Scenegraph Structure

  • Scene is the root node of the 3D scenegraph.

    • Camera is a field on the Scene that has all the current camera settings. By default the camera does a naturalistic Perspective projection, but you can enable Orthographic by ticking the Ortho button -- you will generally need to reduce the Far plane value to be able to see anything -- the Ortho projection shows you the entire scene within those two planes, and it scales accordingly to be able to fit everything.

    • Lights contain the lighting parameters for the scene -- if you don't have any lights, everything will be dark!
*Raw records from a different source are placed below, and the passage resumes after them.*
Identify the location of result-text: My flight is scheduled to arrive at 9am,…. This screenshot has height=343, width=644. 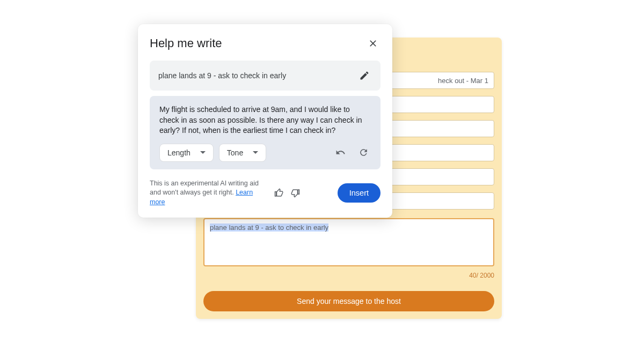
(265, 120).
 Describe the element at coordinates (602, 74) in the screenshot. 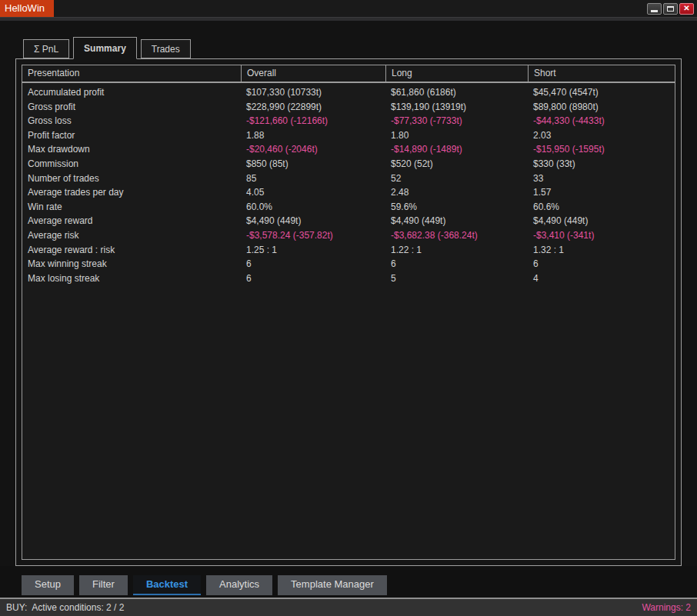

I see `column-header-short: Short` at that location.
      • Ambient lights contribute generic lighting to every surface uniformly -- usually have this at a low level to represent scattered light that has bounced around everywhere.
      • Dir ectional lights represent a distant light-source like the sun, with effectively parallel rays -- the position of the light determines its direction by pointing back from there to the origin -- think of it as the location of the sun. Only the normal direction value is used so the magnitude of the values doesn't matter.
      • Point lights have a specific position and radiate light uniformly in all directions from that point, with both a linear and quadratic decay term.
      • Spot lights are the most sophisticated lights, with both a position and direction, and an angular cutoff so light only spreads out in a cone, with appropriate decay factors.
    • Meshes are the library of Mesh shapes that can be used in the scene. These provide the triangle-based surfaces used to define shapes. The shape.go code provides the basic geometric primitives such as Box, Sphere, Cylinder, etc, and you can load mesh shapes from standard .obj files as exported by almost all 3D rendering programs. You can also write code to generate your own custom / dynamic shapes, as we do with the NetView in the emergent neural network simulation system.

    • Textures are the library of Texture files that define more complex colored surfaces for objects. These can be loaded from standard image files.
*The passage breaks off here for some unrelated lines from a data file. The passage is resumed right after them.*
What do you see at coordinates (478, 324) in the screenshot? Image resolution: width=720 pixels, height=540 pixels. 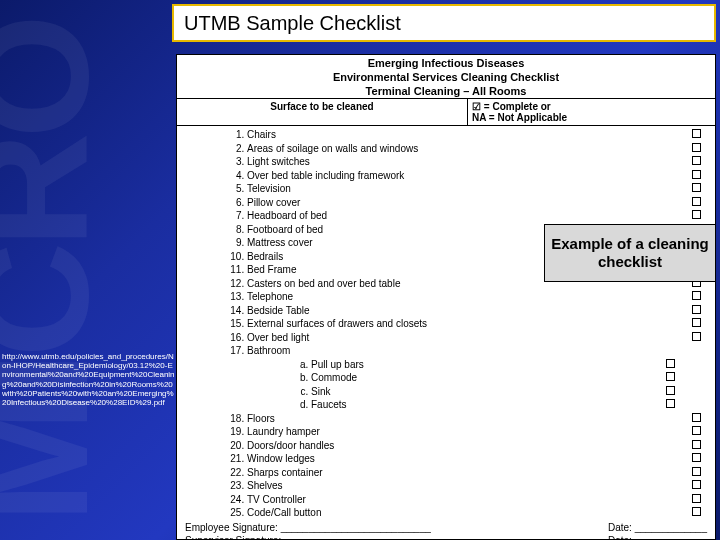 I see `checklist-item: External surfaces of drawers and closets` at bounding box center [478, 324].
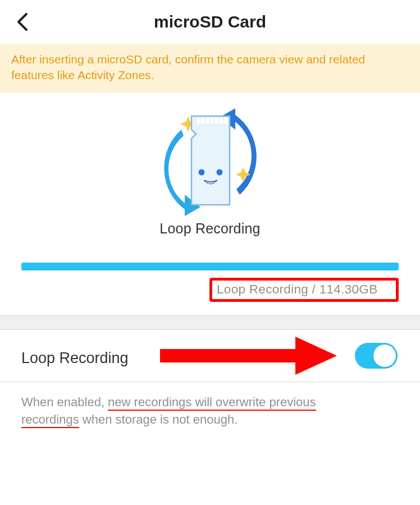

    • Solids are the Children of the Scene, and actually determine the content of the 3D scene. Each Solid has a Mesh field with the name of the mesh that defines its shape, and a Mat field that determines its material properties (Color, Texture, etc). In addition, each Solid has its own Pose field that determines its position, scale and orientation within the scene. Because each Solid is a ki.Ki tree node, it can contain other scene elements as its Children -- they will inherit the Pose settings of the parent (and so-on up the tree -- all poses are cumulative) but not automatically any material settings. You can call CopyMatToChildren if you want to apply the current materials to the children nodes. And use Style parameters to set these according to node name or Class name.

    • Groups can be used to apply Pose settings to a set of Children that are all grouped together (e.g., a multi-part complex object can be moved together etc by putting a set of Solids into a Group)

Documentation

The Go Gopher

There is no documentation for this package.